THE EPIDEMIOLOGY OF EARLY SCHIZOPHRENIA - INFLUENCE OF AGE AND GENDERON ONSET AND EARLY COURSE

Citation
H. Hafner et al., THE EPIDEMIOLOGY OF EARLY SCHIZOPHRENIA - INFLUENCE OF AGE AND GENDERON ONSET AND EARLY COURSE, British Journal of Psychiatry, 164, 1994, pp. 29-38
Citations number
30
Categorie Soggetti
Psychiatry,Psychiatry
ISSN journal
00071250
Volume
164
Year of publication
1994
Supplement
23
Pages
29 - 38
Database
ISI
SICI code
0007-1250(1994)164:<29:TEOES->2.0.ZU;2-P
Abstract
For the investigation of the early course of schizophrenia starting fr om onset, the standardised Interview for the Retrospective Assessment of the Onset ofSchizophrenia was developed and validated. In a represe ntative sample of 267 first-admitted German schizophrenics of a broad diagnosis from a population of1.5 million, the age at which different diagnostic and onset definitions weresatisfied, the symptoms at the ti me of the interview, and the accumulation ofpositive and negative symp toms until first admission were assessed. Comparison between the two s exes and three age groups yielded hardly any differences inthe accumul ation of symptoms and their course until first admission, except for a slightly shorter period of negative symptoms in young males and a sli ghtly longer qne in older women -which contradicts prevailing opinion. At the timeof the interview, no significant sex differences were foun d with respect to the core symptoms of schizophrenia (negative and fir st-rank symptoms), but clear and substantial differences emerged in di sease behaviour. The significantly higher age at first onset in women is explained, on the basis of animal experiments and a clinical study, by the neuromodulatory effect of oestrogen on D, receptors and by a h igher vulnerability threshold in women.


**YOUR GOAL**
Go through the material below, find each line with the word "Baum", and copy those lines.

**SUPPLIED RECORDS**
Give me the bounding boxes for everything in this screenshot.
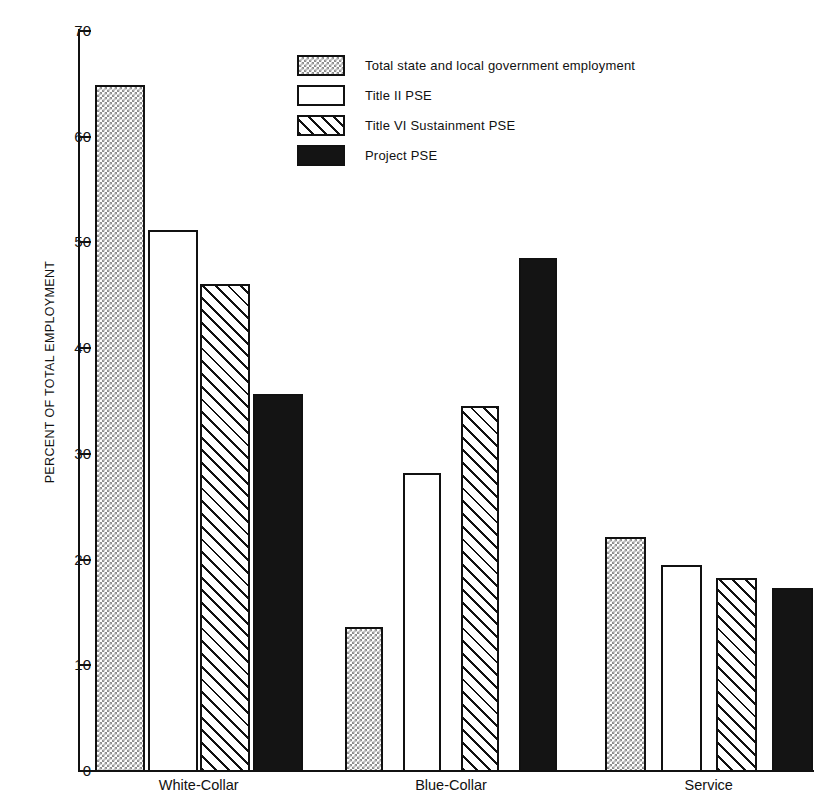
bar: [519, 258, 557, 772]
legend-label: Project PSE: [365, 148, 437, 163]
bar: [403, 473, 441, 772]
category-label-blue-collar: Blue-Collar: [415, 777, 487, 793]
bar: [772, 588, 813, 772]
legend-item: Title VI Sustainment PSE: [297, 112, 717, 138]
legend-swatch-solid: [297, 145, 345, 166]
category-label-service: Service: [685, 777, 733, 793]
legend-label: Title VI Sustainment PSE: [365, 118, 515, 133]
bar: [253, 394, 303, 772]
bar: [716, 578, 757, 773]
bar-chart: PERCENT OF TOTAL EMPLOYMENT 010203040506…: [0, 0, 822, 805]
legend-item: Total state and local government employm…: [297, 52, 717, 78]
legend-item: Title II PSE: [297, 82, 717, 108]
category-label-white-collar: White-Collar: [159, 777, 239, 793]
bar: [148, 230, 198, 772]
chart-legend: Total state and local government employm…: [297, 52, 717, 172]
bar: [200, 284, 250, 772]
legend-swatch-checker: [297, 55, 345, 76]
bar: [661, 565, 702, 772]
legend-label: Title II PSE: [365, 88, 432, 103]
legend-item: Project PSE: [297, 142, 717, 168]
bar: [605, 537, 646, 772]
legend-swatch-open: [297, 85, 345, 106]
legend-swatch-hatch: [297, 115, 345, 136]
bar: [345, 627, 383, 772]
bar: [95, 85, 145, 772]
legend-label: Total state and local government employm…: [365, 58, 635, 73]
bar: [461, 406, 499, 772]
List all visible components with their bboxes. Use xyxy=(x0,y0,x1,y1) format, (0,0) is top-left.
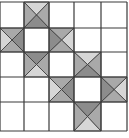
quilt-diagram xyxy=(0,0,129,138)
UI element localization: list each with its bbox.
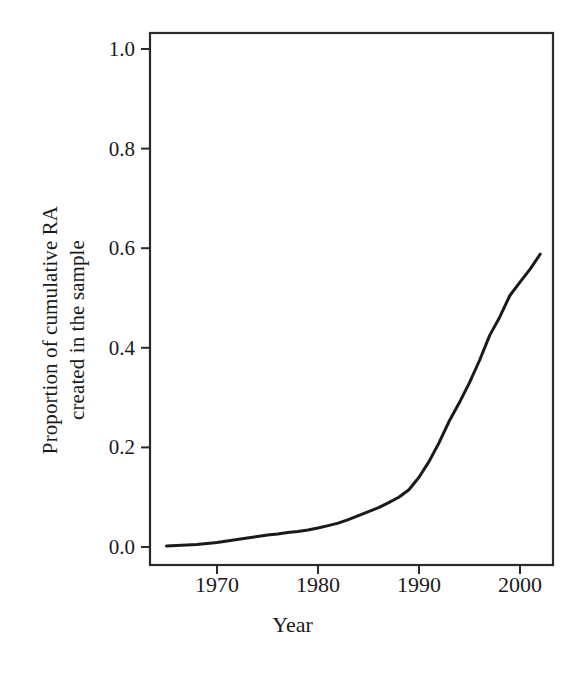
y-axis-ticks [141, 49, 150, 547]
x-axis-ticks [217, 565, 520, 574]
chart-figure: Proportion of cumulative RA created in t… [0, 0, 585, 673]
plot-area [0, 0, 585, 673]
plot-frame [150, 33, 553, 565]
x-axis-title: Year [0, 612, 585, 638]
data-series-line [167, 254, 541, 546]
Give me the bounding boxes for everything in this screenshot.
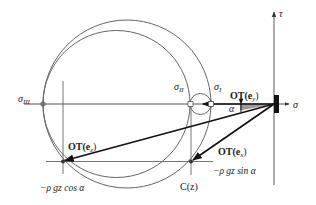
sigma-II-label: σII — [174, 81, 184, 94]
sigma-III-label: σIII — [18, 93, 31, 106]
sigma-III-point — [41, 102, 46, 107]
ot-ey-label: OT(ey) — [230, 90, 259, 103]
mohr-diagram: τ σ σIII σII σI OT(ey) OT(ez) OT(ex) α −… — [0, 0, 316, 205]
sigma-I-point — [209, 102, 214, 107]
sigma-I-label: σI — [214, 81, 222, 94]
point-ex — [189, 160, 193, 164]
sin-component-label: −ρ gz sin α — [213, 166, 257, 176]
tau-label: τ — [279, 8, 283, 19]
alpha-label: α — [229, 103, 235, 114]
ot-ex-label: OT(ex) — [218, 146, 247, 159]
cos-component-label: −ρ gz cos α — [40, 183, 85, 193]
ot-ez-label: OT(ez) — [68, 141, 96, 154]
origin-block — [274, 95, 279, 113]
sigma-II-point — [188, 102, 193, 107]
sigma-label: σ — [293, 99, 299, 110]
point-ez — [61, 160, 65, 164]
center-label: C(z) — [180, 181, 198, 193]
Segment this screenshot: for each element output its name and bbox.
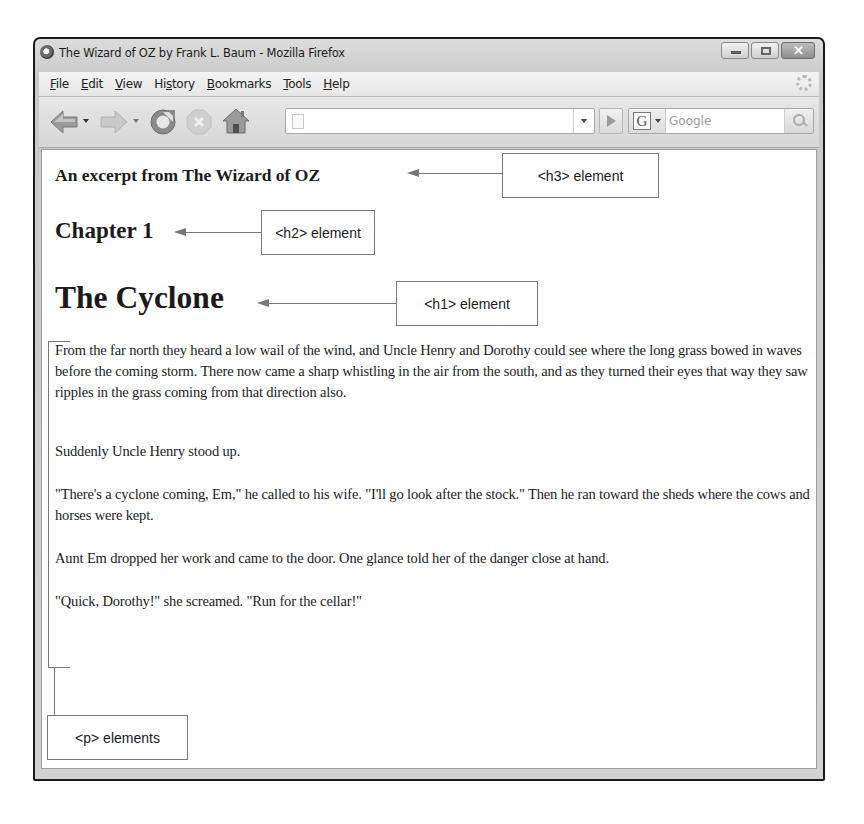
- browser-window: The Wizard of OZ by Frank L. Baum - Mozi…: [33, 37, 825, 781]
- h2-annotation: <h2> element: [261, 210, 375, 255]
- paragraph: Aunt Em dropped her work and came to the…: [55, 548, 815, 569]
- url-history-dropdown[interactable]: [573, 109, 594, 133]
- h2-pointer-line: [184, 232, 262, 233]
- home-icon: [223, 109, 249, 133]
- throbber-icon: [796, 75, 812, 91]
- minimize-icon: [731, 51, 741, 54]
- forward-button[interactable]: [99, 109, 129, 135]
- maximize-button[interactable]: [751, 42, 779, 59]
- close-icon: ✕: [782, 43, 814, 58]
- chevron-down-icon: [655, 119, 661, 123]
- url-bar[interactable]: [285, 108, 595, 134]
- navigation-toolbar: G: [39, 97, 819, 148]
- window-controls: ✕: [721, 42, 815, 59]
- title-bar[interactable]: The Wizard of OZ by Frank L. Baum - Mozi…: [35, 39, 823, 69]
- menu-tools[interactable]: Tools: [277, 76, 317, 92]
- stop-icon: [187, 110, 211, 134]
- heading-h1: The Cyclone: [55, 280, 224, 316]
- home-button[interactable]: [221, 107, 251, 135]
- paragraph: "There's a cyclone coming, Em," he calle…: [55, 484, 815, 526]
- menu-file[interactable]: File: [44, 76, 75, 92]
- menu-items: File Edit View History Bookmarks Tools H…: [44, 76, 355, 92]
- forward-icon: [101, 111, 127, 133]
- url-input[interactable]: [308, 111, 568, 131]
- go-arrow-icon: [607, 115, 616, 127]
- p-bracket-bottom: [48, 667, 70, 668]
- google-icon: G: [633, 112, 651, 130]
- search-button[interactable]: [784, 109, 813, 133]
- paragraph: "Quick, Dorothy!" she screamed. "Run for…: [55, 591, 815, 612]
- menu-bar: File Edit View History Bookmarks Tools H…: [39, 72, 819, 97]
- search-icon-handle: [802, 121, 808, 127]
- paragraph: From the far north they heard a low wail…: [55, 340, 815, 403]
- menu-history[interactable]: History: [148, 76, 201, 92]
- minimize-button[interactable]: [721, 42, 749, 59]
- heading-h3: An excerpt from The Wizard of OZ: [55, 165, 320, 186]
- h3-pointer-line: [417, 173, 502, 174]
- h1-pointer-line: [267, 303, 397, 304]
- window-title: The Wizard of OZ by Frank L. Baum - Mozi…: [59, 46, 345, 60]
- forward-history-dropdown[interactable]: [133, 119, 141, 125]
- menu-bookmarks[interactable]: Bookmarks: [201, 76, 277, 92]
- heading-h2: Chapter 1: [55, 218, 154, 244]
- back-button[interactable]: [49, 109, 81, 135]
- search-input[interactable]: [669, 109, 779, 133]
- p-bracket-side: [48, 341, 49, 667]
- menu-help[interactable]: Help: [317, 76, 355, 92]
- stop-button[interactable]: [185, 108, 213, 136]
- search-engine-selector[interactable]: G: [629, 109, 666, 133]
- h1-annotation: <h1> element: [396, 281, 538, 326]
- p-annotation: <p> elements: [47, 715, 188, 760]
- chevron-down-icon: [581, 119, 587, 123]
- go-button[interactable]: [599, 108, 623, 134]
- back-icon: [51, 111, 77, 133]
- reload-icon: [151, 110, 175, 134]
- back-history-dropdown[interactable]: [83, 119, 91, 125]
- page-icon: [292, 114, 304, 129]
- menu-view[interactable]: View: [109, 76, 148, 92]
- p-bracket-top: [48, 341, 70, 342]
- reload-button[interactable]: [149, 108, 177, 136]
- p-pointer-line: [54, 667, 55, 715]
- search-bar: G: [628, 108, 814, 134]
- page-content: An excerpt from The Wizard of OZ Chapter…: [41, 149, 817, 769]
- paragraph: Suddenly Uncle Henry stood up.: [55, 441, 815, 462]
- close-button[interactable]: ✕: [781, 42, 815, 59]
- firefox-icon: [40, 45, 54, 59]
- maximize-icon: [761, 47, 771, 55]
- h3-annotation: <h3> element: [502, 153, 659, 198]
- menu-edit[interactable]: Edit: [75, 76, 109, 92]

**THE ANSWER**
- browser-window: The Wizard of OZ by Frank L. Baum - Mozi…: [33, 37, 825, 781]
- title-bar[interactable]: The Wizard of OZ by Frank L. Baum - Mozi…: [35, 39, 823, 69]
- window-title: The Wizard of OZ by Frank L. Baum - Mozi…: [59, 46, 345, 60]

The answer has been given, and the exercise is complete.